Shared memory for fintech teams
Fintech teams operate under a dense web of context that cannot be guessed: which jurisdictions a product is licensed in, how a ledger must reconcile, the KYC and AML rules that gate a flow, why a payment path was built a specific way to satisfy a regulator, the edge case that once caused a reconciliation break. As fintech teams adopt AI agents to build, support, and analyze, each agent starts blind to that context, so it proposes a flow that violates a compliance constraint or re-derives a financial rule the team already settled, the kind of mistake that is expensive in money and in audits. Glen, shared memory for AI agents, gives your team's agents one durable, shared memory exposed as a single MCP tool, so regulated context is recalled rather than reconstructed.
In fintech the cost of an agent starting cold is unusually high, because the context it lacks is often a rule that carries real consequences: a compliance requirement, a reconciliation invariant, a regional licensing constraint, the precise reason a transaction flow is shaped the way it is. An agent that does not know these will confidently produce something subtly wrong, and in a regulated, money-moving system subtle wrongness is the dangerous kind. Glen makes that context durable: connected over MCP, an agent reads the org's accumulated knowledge before it builds, supports, or analyzes, picking up the constraints and the rationale behind prior decisions, and writes back what it learns, so the team's hard-won regulatory and operational knowledge compounds instead of living in a few experts' heads.
For a fintech team this means the agents stop re-deriving sensitive rules and start respecting them. The compliance constraint, the ledger invariant, the documented reason a flow exists, all become context an agent recalls before it acts, so engineering, support, and analytics agents reason from the same regulated facts rather than each guessing. Because Glen is org-scoped, that knowledge is shared across every agent in the company and stays with the org rather than the individual, which matters in a domain where consistency and auditability count. As a standard MCP server, Glen complements the systems your agents already touch, holding the durable institutional knowledge none of them capture, and is readable from Claude Code, Cursor, or any MCP client. Connect once over OAuth or an API key, keep separate stores per product line if you need to, and let your regulated context compound. Note that Glen stores memory as plaintext for the LLM pipeline, so treat your database credentials and secrets as the security boundary and keep regulated PII out of what agents record.
FAQ
- Can it hold compliance and ledger rules so agents respect them?
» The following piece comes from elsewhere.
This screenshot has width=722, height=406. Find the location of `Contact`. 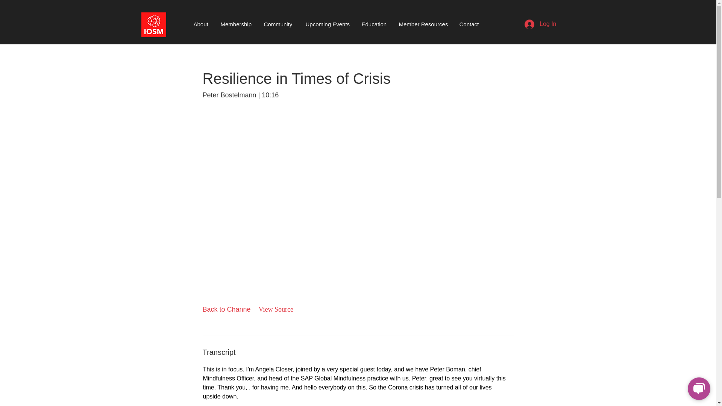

- Yes. Agents record durable observations, the compliance constraint, the reconciliation invariant, the reason a flow exists, and read them back before acting, so they reason from settled regulated facts instead of guessing.
- How should we handle sensitive financial data?
- Glen stores memory as plaintext to feed the LLM relevance and context passes, so treat your database credentials and Better Auth secret as the security boundary and avoid recording regulated PII. Memory is org-scoped, and you can isolate context with per-product memory stores.